A huge spaceship orbits the planet Saturn; within, it is planned that a mission to one of its moons should send a new experiment to the two person crew there. The craft is ready for launch, but it's not the right captain who takes his place inside, it's Benson (Harvey Keitel) who has just murdered the captain who was supposed to go to the moon by sending his body out into space. The craft sets out and journeys through Saturn's rings, eventually landing to be met by Major Adam (Kirk Douglas) and his partner Alex (Farrah Fawcett) who run the hydroponics system there. However, the imposter captain has other ideas that go beyond simple food production, ideas which involve the canister he has brought with him...
Have a look at that opening shot of Saturn 3. Does it look familiar? A vast spacehip soaring overhead on course for a massive planet? Well, get those thoughts of Star Wars out of your head right now, no this one is more lilke Alien with a robot. This glossy but underwhelming science fiction was scripted by Martin Amis of all people, and underwent its fair share of production troubles. Chief among those was the firing of its original director and story deviser John Barry, better known as the production designer on, yes, Star Wars and not to be mistaken with the composer; he had differences of opinion with producer Stanley Donen and it was Donen who took the reins when he left. Donen seems a strange choice for this type of thing, and there are no song and dance numbers for him to show off his talents.
Not that some singing and dancing wouldn't have brightened the film up because despite being filmed on expensive, shiny sets and boasting fairly impressive special effects it has pretentions to be taken seriously as adult science fiction. This means a little nudity - not only do we get to see Farrah starkers, but sadly Kirk also - and violence, along with an underdeveloped train of thought about machines taking on the personality of their inventors. What's in the canister? It's a big jar of human brain tissue, all the better for making a robot reason like a human, and the captain builds a very tall and gleaming android to house it.
We know this will end in tears because we've seen the captain is a psychopath, as is obvious by the way he talks in an emotionless drone (Keitel refused to dub his lines so is revoiced by another actor), demands to use Alex's body and greets the station's pet dog by picking it up and looking straight at its arse. He also has a little socket in the back of his neck, so when the robot, now named Hector, proves a slow learner he plugs himself into the machine and lets it share some of his knowledge. Bad idea: Hector may only have clumsily crushed a tumbler before, but now he is lusting after Alex in the same way that the captain does, and is a sore loser at chess. Predictably, Hector is about to gain the upper hand and start running the show the way he wants it to be run.
There's a lot to be ridiculed about Saturn 3. Marvel at the way Douglas is determined to show he's every bit the strutting action hero equivalent of a man half his age - how many times do we have to watch him exercise? Fawcett was just coming to the end of her phase as the next big thing in the movies, a phase sabotaged by some terrible films like this one where her role is pretty much decorative and not exactly a strain on her talents. After Star Wars and Alien were released, studios decided to cash in on making their own sci fi epics, but few really took off, and this effort must be regarded as one of the ones that refused to fly. It just about gets by as a standard thriller in space, but no more than that, and it is an undemanding watch at best. Music by Elmer Bernstein.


* Work to complete *
Below is a listing. Copy each line of it that holds the word "Weltweit".
Source material START
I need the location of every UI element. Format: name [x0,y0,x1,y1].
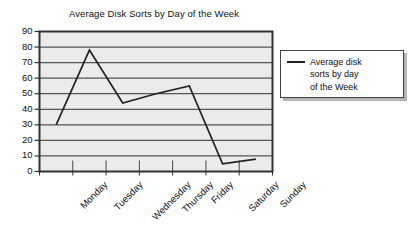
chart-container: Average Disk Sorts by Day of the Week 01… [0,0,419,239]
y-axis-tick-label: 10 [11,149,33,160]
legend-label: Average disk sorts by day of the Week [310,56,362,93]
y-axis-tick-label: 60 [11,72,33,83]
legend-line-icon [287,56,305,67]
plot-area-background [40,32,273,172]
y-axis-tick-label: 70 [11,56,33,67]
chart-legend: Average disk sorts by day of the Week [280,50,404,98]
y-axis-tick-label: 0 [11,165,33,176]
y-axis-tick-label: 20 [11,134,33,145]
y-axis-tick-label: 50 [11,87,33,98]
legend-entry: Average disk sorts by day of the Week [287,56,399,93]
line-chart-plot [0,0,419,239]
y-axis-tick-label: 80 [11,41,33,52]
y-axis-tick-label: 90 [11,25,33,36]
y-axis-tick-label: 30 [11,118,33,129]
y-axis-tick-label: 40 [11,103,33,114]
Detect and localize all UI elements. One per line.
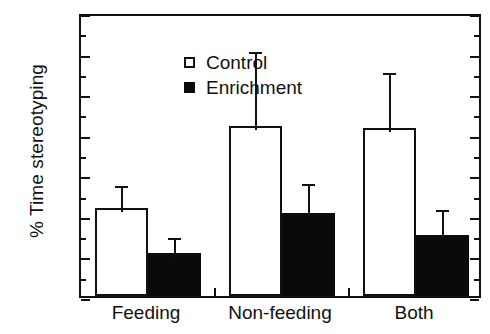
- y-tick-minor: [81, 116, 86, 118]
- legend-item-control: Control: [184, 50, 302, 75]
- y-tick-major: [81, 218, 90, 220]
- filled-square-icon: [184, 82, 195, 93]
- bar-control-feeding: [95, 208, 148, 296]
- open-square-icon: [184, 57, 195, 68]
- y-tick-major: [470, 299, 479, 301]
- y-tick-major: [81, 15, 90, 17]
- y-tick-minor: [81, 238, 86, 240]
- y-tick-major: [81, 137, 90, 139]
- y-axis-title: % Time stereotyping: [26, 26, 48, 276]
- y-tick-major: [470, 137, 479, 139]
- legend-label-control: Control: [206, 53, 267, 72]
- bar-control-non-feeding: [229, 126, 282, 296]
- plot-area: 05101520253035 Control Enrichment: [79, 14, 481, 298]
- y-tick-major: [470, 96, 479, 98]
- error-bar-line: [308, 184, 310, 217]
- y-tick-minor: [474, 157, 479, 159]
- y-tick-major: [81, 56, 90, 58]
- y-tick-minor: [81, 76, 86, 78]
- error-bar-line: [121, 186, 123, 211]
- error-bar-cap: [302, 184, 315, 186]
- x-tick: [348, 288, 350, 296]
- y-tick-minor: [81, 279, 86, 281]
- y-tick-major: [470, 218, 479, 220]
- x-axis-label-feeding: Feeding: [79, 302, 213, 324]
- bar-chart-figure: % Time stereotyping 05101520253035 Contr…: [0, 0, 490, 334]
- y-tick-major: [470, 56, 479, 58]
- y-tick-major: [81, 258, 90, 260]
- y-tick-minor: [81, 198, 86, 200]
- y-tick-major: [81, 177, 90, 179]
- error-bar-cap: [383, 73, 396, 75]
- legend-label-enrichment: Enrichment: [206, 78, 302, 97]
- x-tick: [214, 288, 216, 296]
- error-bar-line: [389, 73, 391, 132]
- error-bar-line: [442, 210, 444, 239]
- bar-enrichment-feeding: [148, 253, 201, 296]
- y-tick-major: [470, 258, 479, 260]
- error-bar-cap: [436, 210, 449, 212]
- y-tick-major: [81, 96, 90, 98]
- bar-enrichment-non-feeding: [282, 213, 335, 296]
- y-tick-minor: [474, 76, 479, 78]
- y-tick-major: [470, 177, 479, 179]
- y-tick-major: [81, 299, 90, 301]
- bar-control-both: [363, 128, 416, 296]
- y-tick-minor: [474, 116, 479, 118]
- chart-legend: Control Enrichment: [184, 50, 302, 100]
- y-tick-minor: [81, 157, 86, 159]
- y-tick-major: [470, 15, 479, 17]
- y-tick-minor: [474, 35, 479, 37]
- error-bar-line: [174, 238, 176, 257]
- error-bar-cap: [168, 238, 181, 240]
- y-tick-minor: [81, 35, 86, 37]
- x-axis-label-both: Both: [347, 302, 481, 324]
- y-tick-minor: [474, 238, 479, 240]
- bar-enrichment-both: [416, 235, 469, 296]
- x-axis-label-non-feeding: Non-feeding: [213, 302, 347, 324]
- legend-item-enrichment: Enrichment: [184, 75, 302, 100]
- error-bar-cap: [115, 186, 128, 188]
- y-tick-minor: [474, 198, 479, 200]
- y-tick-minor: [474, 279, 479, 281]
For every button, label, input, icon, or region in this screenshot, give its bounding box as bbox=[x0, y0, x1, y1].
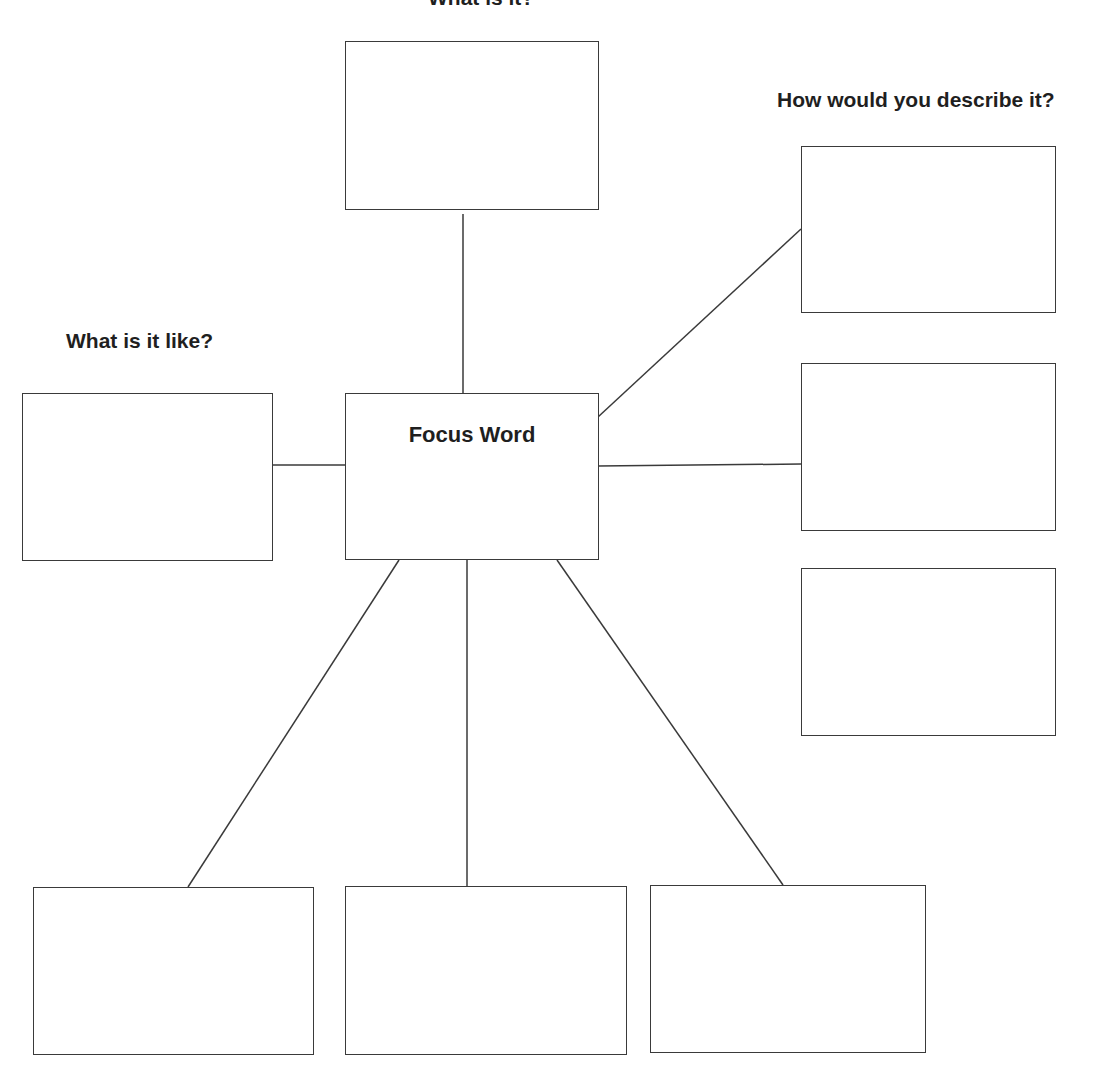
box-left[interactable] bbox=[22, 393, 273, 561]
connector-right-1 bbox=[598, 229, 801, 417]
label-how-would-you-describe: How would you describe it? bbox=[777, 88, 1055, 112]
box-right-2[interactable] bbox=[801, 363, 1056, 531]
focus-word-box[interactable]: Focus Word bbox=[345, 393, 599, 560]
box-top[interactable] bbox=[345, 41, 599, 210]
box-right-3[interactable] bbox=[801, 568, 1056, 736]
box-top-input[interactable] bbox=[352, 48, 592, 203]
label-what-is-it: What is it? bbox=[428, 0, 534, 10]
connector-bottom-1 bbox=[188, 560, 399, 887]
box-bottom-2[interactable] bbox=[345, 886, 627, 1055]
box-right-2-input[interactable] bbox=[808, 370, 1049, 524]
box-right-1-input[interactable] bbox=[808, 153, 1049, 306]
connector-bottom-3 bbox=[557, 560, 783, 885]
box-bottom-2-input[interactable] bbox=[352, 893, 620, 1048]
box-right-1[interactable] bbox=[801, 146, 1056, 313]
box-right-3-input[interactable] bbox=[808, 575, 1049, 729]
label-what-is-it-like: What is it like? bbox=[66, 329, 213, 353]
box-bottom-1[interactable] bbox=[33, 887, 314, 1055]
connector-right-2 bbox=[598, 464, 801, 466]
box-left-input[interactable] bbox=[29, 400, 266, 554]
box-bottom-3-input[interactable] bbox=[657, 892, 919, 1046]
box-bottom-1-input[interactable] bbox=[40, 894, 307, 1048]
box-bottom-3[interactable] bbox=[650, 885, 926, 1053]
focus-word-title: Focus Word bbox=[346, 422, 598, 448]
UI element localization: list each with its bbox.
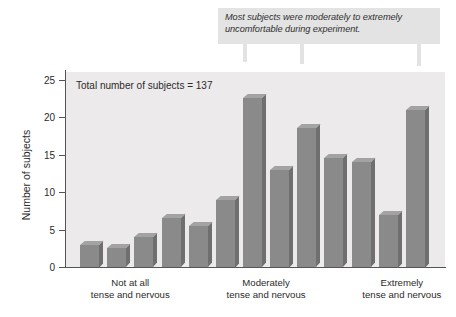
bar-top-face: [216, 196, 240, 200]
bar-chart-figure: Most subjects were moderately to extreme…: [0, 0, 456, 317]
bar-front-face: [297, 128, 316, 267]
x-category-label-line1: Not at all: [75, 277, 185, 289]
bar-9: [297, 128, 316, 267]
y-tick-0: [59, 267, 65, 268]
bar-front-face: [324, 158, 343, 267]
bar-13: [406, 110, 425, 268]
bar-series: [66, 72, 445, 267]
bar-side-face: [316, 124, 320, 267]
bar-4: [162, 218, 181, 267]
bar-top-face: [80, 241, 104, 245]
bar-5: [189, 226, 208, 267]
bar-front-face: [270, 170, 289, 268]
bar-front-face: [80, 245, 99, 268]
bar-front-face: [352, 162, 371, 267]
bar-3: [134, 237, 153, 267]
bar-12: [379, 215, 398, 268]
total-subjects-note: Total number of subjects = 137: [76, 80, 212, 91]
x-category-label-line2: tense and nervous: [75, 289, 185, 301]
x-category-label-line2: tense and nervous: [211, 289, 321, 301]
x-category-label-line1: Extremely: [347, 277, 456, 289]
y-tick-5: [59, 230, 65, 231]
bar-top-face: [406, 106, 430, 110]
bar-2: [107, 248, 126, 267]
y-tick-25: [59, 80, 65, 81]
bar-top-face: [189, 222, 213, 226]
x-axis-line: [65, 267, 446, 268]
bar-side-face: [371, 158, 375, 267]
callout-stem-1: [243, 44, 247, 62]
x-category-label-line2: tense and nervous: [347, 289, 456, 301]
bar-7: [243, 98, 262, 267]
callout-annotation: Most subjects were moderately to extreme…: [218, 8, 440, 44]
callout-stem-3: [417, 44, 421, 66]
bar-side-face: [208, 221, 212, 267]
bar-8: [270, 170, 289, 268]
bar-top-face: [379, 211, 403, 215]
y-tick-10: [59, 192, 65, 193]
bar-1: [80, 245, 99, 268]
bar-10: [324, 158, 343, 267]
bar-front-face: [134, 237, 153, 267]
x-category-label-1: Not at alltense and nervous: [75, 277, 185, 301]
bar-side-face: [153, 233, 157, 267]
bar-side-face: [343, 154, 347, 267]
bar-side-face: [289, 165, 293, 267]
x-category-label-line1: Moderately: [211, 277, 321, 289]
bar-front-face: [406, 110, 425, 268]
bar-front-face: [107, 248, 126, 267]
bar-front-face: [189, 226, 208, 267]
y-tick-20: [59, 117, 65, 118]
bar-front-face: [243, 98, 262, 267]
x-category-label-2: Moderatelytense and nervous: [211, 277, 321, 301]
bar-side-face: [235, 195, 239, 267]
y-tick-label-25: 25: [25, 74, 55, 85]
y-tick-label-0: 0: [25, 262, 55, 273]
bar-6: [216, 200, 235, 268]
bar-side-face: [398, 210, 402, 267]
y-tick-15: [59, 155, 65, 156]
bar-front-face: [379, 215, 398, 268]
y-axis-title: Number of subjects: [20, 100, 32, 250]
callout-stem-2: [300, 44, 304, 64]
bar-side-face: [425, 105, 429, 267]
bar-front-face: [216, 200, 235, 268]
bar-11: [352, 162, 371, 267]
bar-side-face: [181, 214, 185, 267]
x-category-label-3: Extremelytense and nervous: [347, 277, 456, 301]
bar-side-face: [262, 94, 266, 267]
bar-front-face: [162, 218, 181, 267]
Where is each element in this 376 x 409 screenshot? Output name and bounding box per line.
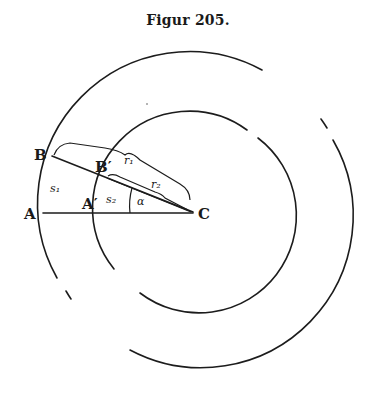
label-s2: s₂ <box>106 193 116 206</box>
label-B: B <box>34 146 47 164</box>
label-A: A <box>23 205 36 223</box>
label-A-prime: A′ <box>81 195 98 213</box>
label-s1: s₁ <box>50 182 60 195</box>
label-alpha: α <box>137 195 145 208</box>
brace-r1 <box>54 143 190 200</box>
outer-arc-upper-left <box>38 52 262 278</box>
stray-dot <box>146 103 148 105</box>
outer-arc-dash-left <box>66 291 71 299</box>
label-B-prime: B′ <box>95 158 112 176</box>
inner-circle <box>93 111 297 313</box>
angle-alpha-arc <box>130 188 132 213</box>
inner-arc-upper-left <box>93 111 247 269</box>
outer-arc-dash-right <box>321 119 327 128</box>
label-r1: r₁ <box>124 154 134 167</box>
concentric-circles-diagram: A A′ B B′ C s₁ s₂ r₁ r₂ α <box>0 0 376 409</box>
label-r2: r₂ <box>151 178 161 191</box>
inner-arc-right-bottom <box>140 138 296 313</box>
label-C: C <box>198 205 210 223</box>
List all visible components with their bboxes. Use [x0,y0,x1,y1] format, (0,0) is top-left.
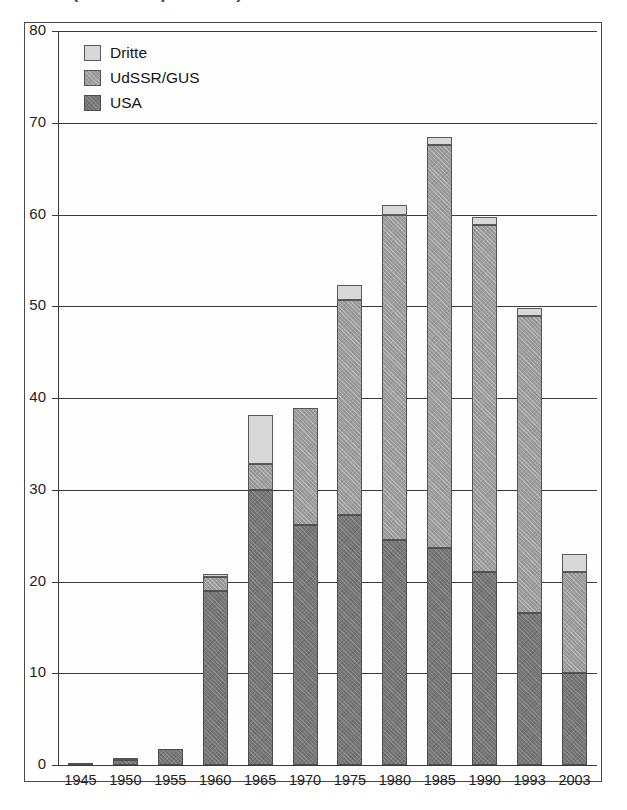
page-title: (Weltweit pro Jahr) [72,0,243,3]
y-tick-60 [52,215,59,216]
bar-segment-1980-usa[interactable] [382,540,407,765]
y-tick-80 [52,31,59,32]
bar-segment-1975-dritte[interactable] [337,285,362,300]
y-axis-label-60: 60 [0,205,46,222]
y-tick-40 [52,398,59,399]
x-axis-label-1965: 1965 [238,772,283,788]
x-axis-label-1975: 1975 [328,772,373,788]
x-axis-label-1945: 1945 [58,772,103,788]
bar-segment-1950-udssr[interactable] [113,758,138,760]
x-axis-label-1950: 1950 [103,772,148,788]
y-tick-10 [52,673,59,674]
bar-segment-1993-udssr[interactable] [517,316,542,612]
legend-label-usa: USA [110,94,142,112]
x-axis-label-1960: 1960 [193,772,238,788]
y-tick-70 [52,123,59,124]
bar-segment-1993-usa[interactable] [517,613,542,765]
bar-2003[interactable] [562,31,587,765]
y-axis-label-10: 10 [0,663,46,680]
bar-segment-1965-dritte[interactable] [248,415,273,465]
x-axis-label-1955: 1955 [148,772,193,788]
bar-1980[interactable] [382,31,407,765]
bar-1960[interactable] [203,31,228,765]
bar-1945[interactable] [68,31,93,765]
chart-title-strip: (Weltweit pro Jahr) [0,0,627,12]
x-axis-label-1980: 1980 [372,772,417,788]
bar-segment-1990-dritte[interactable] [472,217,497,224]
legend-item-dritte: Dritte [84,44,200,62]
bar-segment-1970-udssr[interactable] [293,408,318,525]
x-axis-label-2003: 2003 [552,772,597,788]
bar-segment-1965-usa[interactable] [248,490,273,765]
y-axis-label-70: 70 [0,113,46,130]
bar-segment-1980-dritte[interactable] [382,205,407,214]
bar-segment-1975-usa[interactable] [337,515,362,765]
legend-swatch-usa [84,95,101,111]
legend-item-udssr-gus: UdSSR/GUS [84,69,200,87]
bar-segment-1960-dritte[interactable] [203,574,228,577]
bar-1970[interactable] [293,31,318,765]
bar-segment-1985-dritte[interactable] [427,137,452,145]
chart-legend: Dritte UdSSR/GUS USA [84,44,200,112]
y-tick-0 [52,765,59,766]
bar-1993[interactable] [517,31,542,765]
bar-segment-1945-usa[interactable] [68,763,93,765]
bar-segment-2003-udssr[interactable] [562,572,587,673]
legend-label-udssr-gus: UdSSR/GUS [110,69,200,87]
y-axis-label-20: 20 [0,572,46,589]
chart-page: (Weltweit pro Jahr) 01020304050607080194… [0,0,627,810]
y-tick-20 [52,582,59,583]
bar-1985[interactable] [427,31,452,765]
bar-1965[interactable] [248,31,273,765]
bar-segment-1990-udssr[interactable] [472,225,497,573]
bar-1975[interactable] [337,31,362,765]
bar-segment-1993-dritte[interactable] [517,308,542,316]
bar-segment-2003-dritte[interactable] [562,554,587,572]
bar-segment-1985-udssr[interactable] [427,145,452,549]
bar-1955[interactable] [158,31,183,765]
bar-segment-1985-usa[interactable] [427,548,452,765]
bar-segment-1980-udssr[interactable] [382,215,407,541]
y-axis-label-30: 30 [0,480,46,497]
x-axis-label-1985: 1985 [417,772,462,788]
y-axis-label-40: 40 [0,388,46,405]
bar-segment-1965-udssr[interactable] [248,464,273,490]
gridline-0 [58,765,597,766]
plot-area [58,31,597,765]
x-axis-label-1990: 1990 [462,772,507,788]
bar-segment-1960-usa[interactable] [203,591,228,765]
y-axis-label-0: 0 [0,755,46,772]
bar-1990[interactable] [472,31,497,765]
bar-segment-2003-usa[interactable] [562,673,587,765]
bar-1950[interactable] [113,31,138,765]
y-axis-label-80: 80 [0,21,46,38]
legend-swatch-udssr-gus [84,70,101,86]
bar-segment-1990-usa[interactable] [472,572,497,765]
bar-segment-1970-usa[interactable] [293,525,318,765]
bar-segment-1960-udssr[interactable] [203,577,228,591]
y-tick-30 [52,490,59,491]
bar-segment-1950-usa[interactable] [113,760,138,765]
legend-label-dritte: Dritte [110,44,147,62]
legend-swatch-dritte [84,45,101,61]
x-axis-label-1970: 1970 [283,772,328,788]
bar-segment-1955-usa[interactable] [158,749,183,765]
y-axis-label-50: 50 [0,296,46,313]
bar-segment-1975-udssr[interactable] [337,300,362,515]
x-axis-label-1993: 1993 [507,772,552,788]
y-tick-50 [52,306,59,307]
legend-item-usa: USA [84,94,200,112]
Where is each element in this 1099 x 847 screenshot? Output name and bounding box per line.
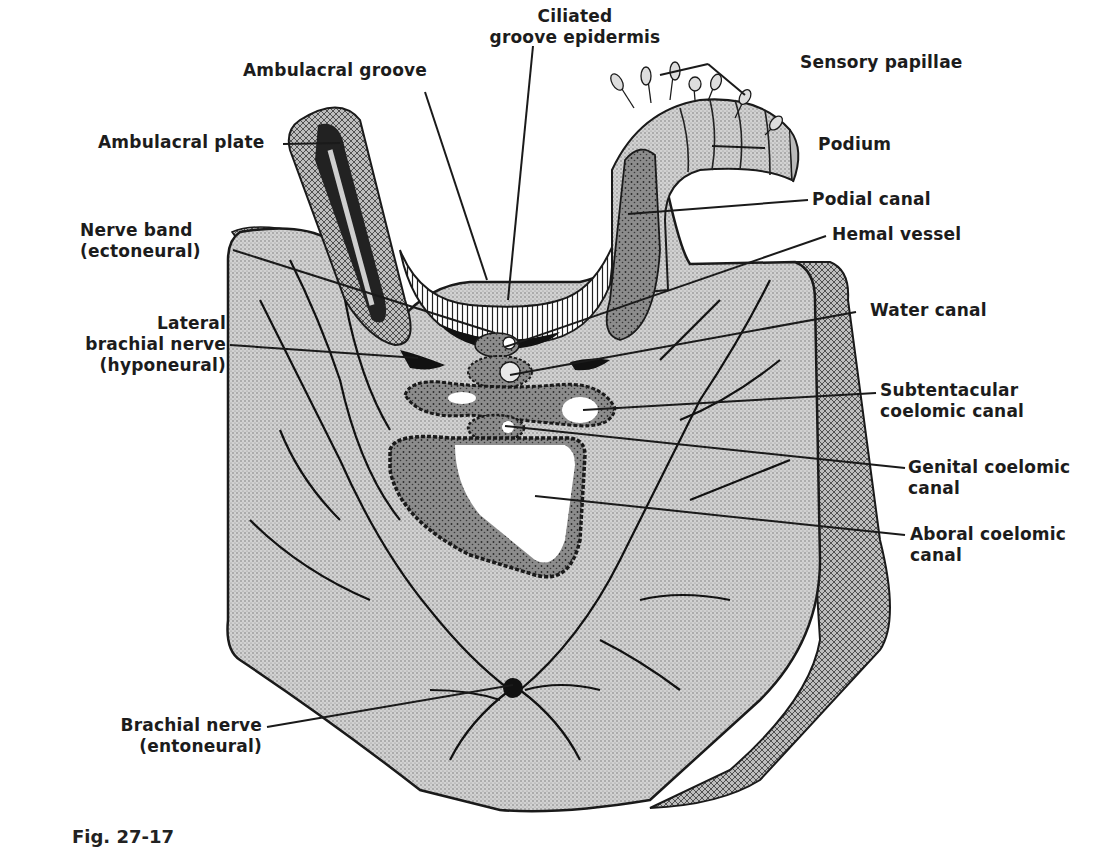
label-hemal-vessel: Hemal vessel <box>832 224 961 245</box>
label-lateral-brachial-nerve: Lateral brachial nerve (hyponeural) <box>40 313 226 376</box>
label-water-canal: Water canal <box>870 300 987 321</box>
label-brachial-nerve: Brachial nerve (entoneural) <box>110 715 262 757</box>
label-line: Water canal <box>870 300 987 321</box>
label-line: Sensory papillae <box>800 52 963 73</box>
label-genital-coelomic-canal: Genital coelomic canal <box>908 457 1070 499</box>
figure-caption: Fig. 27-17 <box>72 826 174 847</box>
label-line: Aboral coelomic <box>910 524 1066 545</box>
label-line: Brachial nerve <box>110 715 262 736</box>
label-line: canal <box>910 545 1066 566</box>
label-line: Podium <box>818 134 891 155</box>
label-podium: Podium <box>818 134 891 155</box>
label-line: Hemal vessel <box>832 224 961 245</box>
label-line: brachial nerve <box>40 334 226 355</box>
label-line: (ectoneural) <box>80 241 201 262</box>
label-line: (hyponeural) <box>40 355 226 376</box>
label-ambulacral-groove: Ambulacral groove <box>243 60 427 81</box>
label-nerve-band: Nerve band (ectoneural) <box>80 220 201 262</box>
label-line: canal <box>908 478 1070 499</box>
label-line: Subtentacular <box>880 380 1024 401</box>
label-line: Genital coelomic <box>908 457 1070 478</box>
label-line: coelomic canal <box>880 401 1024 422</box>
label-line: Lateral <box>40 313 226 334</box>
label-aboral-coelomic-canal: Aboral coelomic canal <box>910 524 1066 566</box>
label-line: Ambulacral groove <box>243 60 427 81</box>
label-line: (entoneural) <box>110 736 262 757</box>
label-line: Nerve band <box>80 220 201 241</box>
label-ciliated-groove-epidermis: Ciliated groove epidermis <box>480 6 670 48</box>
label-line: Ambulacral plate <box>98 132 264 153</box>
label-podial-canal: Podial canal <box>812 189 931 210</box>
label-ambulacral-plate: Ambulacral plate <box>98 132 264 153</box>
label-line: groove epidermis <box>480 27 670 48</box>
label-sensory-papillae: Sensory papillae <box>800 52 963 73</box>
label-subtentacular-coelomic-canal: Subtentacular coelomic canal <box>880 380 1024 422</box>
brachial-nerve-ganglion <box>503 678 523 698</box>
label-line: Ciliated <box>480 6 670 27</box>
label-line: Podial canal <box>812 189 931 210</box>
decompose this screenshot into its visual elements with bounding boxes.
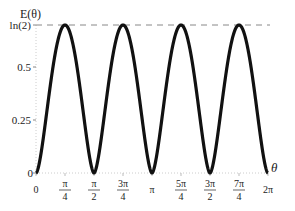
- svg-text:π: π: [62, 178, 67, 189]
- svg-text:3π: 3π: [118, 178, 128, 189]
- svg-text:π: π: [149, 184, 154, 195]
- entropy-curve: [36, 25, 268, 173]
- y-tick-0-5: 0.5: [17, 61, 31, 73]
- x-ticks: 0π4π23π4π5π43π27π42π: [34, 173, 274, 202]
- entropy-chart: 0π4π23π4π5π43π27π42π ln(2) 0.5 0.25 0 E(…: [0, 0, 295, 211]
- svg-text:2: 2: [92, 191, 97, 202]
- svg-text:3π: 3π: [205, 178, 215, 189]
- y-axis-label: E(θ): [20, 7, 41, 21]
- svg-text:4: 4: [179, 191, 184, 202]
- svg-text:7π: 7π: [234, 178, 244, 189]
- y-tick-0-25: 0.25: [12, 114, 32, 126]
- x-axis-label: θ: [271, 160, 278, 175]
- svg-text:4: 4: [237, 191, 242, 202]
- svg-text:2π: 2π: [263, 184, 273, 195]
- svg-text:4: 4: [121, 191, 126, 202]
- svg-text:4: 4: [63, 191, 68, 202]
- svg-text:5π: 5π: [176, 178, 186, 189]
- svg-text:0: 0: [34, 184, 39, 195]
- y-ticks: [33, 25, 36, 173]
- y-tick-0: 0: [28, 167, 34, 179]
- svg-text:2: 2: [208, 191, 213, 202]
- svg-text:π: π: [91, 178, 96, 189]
Source material END
* Solution for this exercise *
page-title: (Weltweit pro Jahr) [72,0,243,3]
chart-title-strip: (Weltweit pro Jahr) [0,0,627,12]
chart-page: (Weltweit pro Jahr) 01020304050607080194… [0,0,627,810]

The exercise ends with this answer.